Of course when I see something takes too much time or effort, my brain starts churning. After all, every time we do it, we reinvent the wheel. The mental process of an instructor follows more or less the same patterns: What do I want them to learn? (Learning objectives). What kinds of activities and assignments can work to help them learn? What sources have the main concepts and fact? How can I make sure they learned what they need to learn? How to make grading system clear and fair? How to space all of this throughout the course in a logical manner? And finally, how to explain it all in a syllabus? Those are fairly common, repeatable questions, which from a semblance of an algorithm. Moreover, there are only a limited number of answers to each question, and each choice narrows the choices in the next step. For example, most courses' learning objectives include mastering certain concepts, and certain facts, as well as development of certain skills. While the number of concepts is unlimited, the skills are limited: those are skills of reasoning/thinking, and performance kinds of skills (how to present information, to speak, to show, etc.). The facts can also be broken down into, say, dates, names, statistics, cases. But then, if your course is heavy on concepts and their applications, there are only limited choices on how to help people learn concepts. For example, you can give a case, and show the concept at work. Or, you can define it. Then you always want people to use concepts in context different from the original example, so you can be sure students learned to use the concept. Then you can test how sophisticated is their use of a concept by asking to use it in a more difficult case, etc., etc. Class schedule narrows down the choice of activities. A 3-hour class cannot contain only lecture or only discussion; it must have some combination of various activities. Also, there are really a limited number of activities, and they are all good for a specific task. Let's see, there are lectures, demonstrations, large class discussions, small group discussions, debates, simulations and simulation games, skits, teaching segments… OK, probably about a dozen more. Still, not unlimited. Those can be classified by engagement level, and focus on content, by instructor-led vs. student-led. I am just giving some examples, so do not expect complete lists.

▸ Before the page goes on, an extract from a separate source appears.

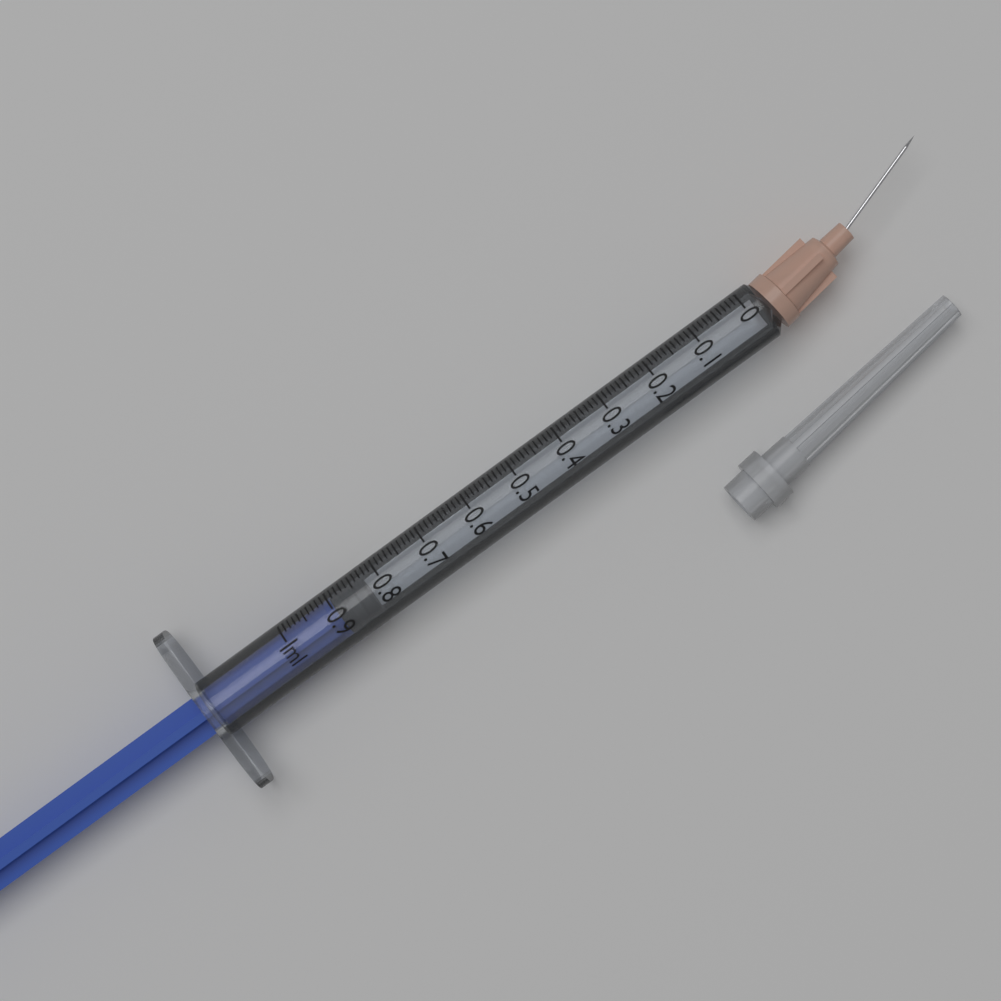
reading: 0.83 ml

This really does look like an algorithm. Can a computer program take guesswork out of this, so I don't forget any important steps? For example, imagine smart software like this: You want to design a course?
- Step One: Please enter the key concepts you want to teach (it looks for definitions, so you only need to pick one out; it also looks through Goggle Scholar to suggest key readings). OK, which skills from this list are the most important? Great. Which facts do you want students to know and understand: Enter names (it churns out an internet search on them), historical events (does the same). Will they need to know any demographic, economic or other facts? Or copy and paste appropriate profession standards, so we can analyze them for concepts, skills, and attitudes.
- Step two: it tells you your course is overloaded with concepts and facts; please reduce to make it appropriate for sophomore level.
- Step three: Identify your time budget: contact classroom hours, homework hours, grading hours. Here is a list of appropriate activities. Each takes so much time from classroom contact time, so much home work, and so much grading time. If you select one, it reduces the budget until you exhaust it all.
- Step three: here is the recommended mix of activities and assignments, based on your schedule. And here is a list of suggested assessments; select from the list.
- Step four: check your course, click here to print the syllabus. Click here to generate and edit classroom activities handouts.
- After each class, rate activities and assignments, so the system learns which ones actually work, and which do not. Share the learning curve with other professors teaching the same course.
The point of automating tasks is that more time can be spent on actually creative, deep thinking about teaching. It is also to minimize omissions, miscalculations of time and effort, poor grading practices, repetitive activities, vagueness of objectives, mismatch between objectives and assignments, between what we teach and what we assess. This is no more complicated than the TurboTax; it uses the same level of algorithmic complexity.
Anyone wants to go in business with me? We can pitch this to a venture capital firm, raise 2-3 mln, and pay ourselves nice salaries for 5 years, waiting for this to succeed. Or fail.